It’s absurd. It’s grotesque. It’s Alien by way of body-horror fanfiction—and it works because Jeunet leans into the absurdity rather than pretending this is high art.
The Jeunet Factor: Grotesque Beauty in Outer Space
Jean-Pierre Jeunet directs Alien Resurrection like he’s still making City of Lost Children, but this time the sets are covered in slime. Every corridor oozes texture; every shot feels damp and slightly rancid, like the whole film was filmed inside a wet sock.
And yet, it’s beautiful in its grotesquery. The underwater chase is haunting. The reveal of Ripley’s failed clones is nauseating but poignant. The Newborn’s death—sucked screaming out of a tiny hole into space—is both horrifying and weirdly tragic, like watching a mutant balloon deflate.
The Whedon Script: Quips in Space
Much has been made of Joss Whedon disowning the film, claiming the studio butchered his script. To which I say: thank God they did. Left to his own devices, Whedon would’ve turned this into Buffy in Space.
Instead, we get just enough quips to lighten the mood (“Earth—what a shithole”) without drowning in self-awareness. Weaver’s bone-dry delivery undercuts the jokiness, reminding you that no matter how funny Ron Perlman looks dangling upside down, this is still a movie where people are getting gutted by penis-headed monsters.
Why It Works (Even Though It Shouldn’t)
On paper, Alien Resurrection should’ve been the franchise-killer. Cloned Ripley? Half-alien heroine? A Newborn monster that looks like Skeletor’s baby cousin? But somehow, it all gels into a fascinatingly weird entry.
It’s not scary in the Alien sense, nor thrilling in the Aliens sense. It’s operatic body horror: a film about the grotesque, about motherhood twisted into abomination, about humans too arrogant to know when to stop playing with slime.
And at its center is Ripley 8—strange, sensual, dangerous, and deeply funny. She’s the most fascinating incarnation of Ripley, a woman who isn’t even Ripley anymore, yet carries the weight of every mistake humans have made about these creatures.

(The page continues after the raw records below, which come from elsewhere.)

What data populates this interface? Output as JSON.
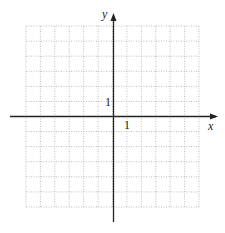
{
  "graph": {
    "x_axis_label": "x",
    "y_axis_label": "y",
    "x_tick_label": "1",
    "y_tick_label": "1",
    "grid": {
      "columns": 12,
      "rows": 12,
      "left": 26,
      "top": 26,
      "right": 199,
      "bottom": 207,
      "line_color": "#c8c8c8"
    },
    "axis_color": "#222222"
  }
}
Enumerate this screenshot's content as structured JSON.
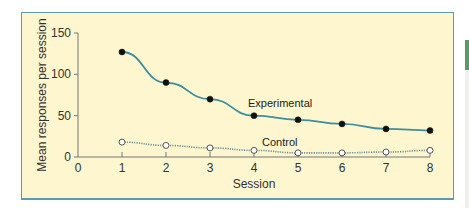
{
  "chart_data": {
    "type": "line",
    "title": "",
    "xlabel": "Session",
    "ylabel": "Mean responses per session",
    "x": [
      1,
      2,
      3,
      4,
      5,
      6,
      7,
      8
    ],
    "xlim": [
      0,
      8
    ],
    "ylim": [
      0,
      150
    ],
    "x_ticks": [
      "0",
      "1",
      "2",
      "3",
      "4",
      "5",
      "6",
      "7",
      "8"
    ],
    "y_ticks": [
      "0",
      "50",
      "100",
      "150"
    ],
    "grid": false,
    "legend": "inline labels",
    "series": [
      {
        "name": "Experimental",
        "marker": "filled-circle",
        "line": "solid",
        "color": "#3a8fa0",
        "values": [
          127,
          90,
          70,
          50,
          45,
          40,
          34,
          32
        ]
      },
      {
        "name": "Control",
        "marker": "open-circle",
        "line": "dotted",
        "color": "#6a8f96",
        "values": [
          18,
          14,
          11,
          8,
          5,
          5,
          6,
          8
        ]
      }
    ]
  },
  "colors": {
    "panel_background": "#fdf6cf",
    "panel_border": "#5b9bb0",
    "accent_green": "#5a9a63"
  }
}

Final Verdict: A Misfit Worth Loving
Alien Resurrection is the bastard child of the franchise, yes—but it’s the kind of bastard you end up admiring for its audacity. It’s weird, funny, disgusting, and kind of gorgeous. If Ridley Scott’s original was a haunted house movie in space, and James Cameron’s sequel was a war film in space, then Jeunet’s Resurrection is a circus freak show in space.
And sometimes, that’s exactly what you need: a reminder that horror doesn’t have to be dignified to be memorable.